On April 30, 2026, a high-level meeting held by the Minister of Public Health in Yaoundé. The meeting revealed structural weaknesses in Regional Health Promotion Funds, as authorities push for accountability and faster delivery under Universal Health Coverage.

In a sharply worded meeting at the Ministry of Public Health in Yaoundé on Thursday afternoon, Cameroon’s Health Minister delivered a clear message to Regional Health Promotion Funds (FRPS): step up or risk undermining the country’s Universal Health Coverage (UHC) ambitions.

The session, which brought together heads of the decentralized funding bodies, was initially framed as a routine consultation. It quickly evolved into a moment of reckoning. With UHC gradually taking shape nationally, the Ministry signaled that operational inefficiencies at the regional level can no longer be tolerated.

Praise, then pressure

Speaking on behalf of his peers, the head of the East region’s FRPS opened the discussions on a conciliatory note. He acknowledged the Minister’s leadership and highlighted progress made across the health system despite persistent challenges. He also reaffirmed the funds’ commitment to tightening their operational standards in line with UHC demands.

While recognizing efforts already made, Dr Manaouda Malachie, underscored a fundamental point: the FRPS are not peripheral actors but integral extensions of the Ministry. As such, they are expected to play a decisive role in financing health interventions and promoting public health at the grassroots level.

Structural flaws laid bare

The Minister did not thin words when outlining the shortcomings. Chief among them was the lack of structured proposals from the regional funds to central authorities, a gap he described as evidence of weak strategic vision and insufficient coordination.

Equally concerning was what he termed a “low-profile presence” of the funds in driving their own mandates. In a system undergoing transformation, passive administration is no longer acceptable.

The issue of accountability surfaced repeatedly. The absence of annual activity reports; critical tools for performance evaluation and policy adjustment, was singled out as a major failure. Without reliable data and reporting, the Ministry warned, effective governance becomes nearly impossible.

Delays in reimbursing health facilities also came under scrutiny. Such bottlenecks, the Minister stressed, directly affect service delivery and erode trust within the healthcare system.

A turning point for decentralized health financing

By the close of the meeting, the directive was unambiguous: Regional Health Promotion Funds must transition from administrative inertia to performance-driven entities. The emphasis is now on accountability, strategic alignment, and measurable impact.

This recalibration comes at a critical juncture. As Cameroon advances toward Universal Health Coverage, the effectiveness of decentralized financing mechanisms will largely determine whether reforms translate into real access to care.

Thursday’s meeting may well mark a shift from tolerance to enforcement. The success of UHC will not hinge solely on national policy, but on the ability of regional actors to deliver efficiently, transparently, and at scale.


** Assigned task **
When you have gone through the entries below, state how many lines include the word "Фото" and write nothing else.

BEGIN Material for this exercise

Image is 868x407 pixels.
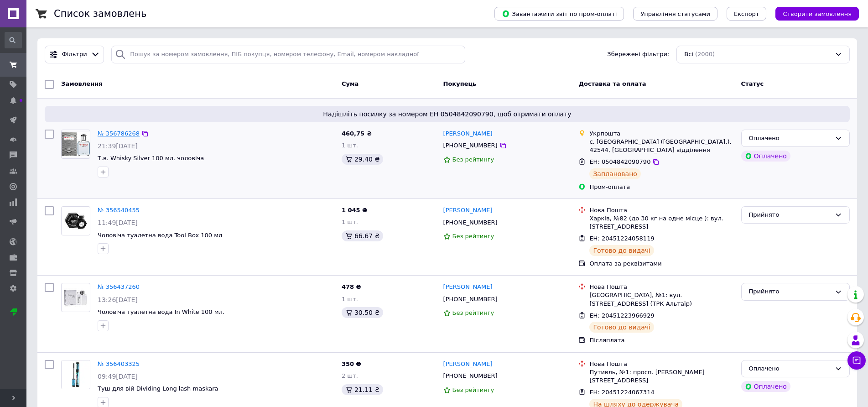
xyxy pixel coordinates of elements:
div: [GEOGRAPHIC_DATA], №1: вул. [STREET_ADDRESS] (ТРК Альтаїр) [589,291,733,307]
div: Нова Пошта [589,360,733,368]
img: Фото товару [64,283,87,312]
div: Нова Пошта [589,282,733,291]
span: Завантажити звіт по пром-оплаті [502,9,616,18]
span: Доставка та оплата [578,80,646,87]
img: Фото товару [61,132,90,156]
span: ЕН: 20451223966929 [589,312,654,319]
span: ЕН: 20451224058119 [589,235,654,241]
a: Чоловіча туалетна вода Tool Box 100 мл [97,232,222,238]
img: Фото товару [61,360,90,389]
button: Експорт [726,7,767,20]
a: Туш для вій Dividing Long lash maskara [97,385,218,392]
button: Завантажити звіт по пром-оплаті [494,7,624,20]
button: Управління статусами [633,7,718,20]
span: Без рейтингу [453,233,494,240]
span: 478 ₴ [341,283,361,290]
span: 1 045 ₴ [341,207,367,214]
span: 13:26[DATE] [97,296,138,303]
a: [PERSON_NAME] [443,130,492,138]
a: Фото товару [61,206,90,235]
div: Пром-оплата [589,183,733,191]
div: с. [GEOGRAPHIC_DATA] ([GEOGRAPHIC_DATA].), 42544, [GEOGRAPHIC_DATA] відділення [589,138,733,154]
span: 350 ₴ [341,360,361,367]
span: Надішліть посилку за номером ЕН 0504842090790, щоб отримати оплату [48,109,846,119]
a: Фото товару [61,360,90,389]
span: Замовлення [61,80,102,87]
div: [PHONE_NUMBER] [441,140,499,152]
div: Оплачено [749,133,831,143]
a: Фото товару [61,130,90,159]
div: [PHONE_NUMBER] [441,293,499,305]
a: № 356437260 [97,283,140,290]
div: Путивль, №1: просп. [PERSON_NAME][STREET_ADDRESS] [589,368,733,384]
span: 460,75 ₴ [341,130,372,137]
span: Статус [741,80,764,87]
div: Прийнято [749,287,831,296]
span: (2000) [695,51,715,58]
a: № 356403325 [97,360,140,367]
div: Оплачено [741,150,790,161]
a: № 356786268 [97,130,140,137]
span: 1 шт. [341,219,358,225]
div: Оплачено [749,364,831,374]
span: 09:49[DATE] [97,372,138,380]
span: Експорт [734,11,759,17]
span: Без рейтингу [453,309,494,316]
div: Оплачено [741,380,790,392]
span: Фільтри [62,50,87,59]
img: Фото товару [64,207,87,235]
div: Укрпошта [589,130,733,138]
button: Чат з покупцем [848,351,865,369]
div: Готово до видачі [589,245,654,256]
span: ЕН: 0504842090790 [589,158,651,165]
button: Створити замовлення [776,7,859,20]
div: Прийнято [749,210,831,220]
span: Cума [341,80,358,87]
div: 21.11 ₴ [341,384,383,395]
a: [PERSON_NAME] [443,360,492,368]
div: Післяплата [589,336,733,344]
span: 21:39[DATE] [97,142,138,150]
div: 30.50 ₴ [341,307,383,318]
span: 1 шт. [341,296,358,302]
div: 29.40 ₴ [341,154,383,164]
div: Нова Пошта [589,206,733,214]
div: Оплата за реквізитами [589,260,733,268]
div: Заплановано [589,168,641,179]
a: [PERSON_NAME] [443,282,492,291]
span: Без рейтингу [453,386,494,393]
a: Чоловіча туалетна вода In White 100 мл. [97,308,224,315]
div: [PHONE_NUMBER] [441,217,499,228]
span: Збережені фільтри: [607,50,669,59]
a: № 356540455 [97,207,140,214]
span: ЕН: 20451224067314 [589,389,654,396]
a: Створити замовлення [766,10,859,17]
span: 11:49[DATE] [97,219,138,226]
a: Фото товару [61,282,90,312]
span: Створити замовлення [783,11,852,17]
div: [PHONE_NUMBER] [441,370,499,382]
h1: Список замовлень [54,8,147,19]
span: Покупець [443,80,477,87]
span: Управління статусами [640,11,710,17]
div: 66.67 ₴ [341,230,383,241]
input: Пошук за номером замовлення, ПІБ покупця, номером телефону, Email, номером накладної [111,46,465,63]
span: 2 шт. [341,372,358,379]
a: Т.в. Whisky Silver 100 мл. чоловіча [97,155,204,161]
div: Готово до видачі [589,322,654,332]
span: 1 шт. [341,142,358,149]
span: Без рейтингу [453,156,494,163]
div: Харків, №82 (до 30 кг на одне місце ): вул. [STREET_ADDRESS] [589,214,733,231]
a: [PERSON_NAME] [443,206,492,215]
span: Всі [684,50,694,59]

END Material for this exercise

** Task answer **
8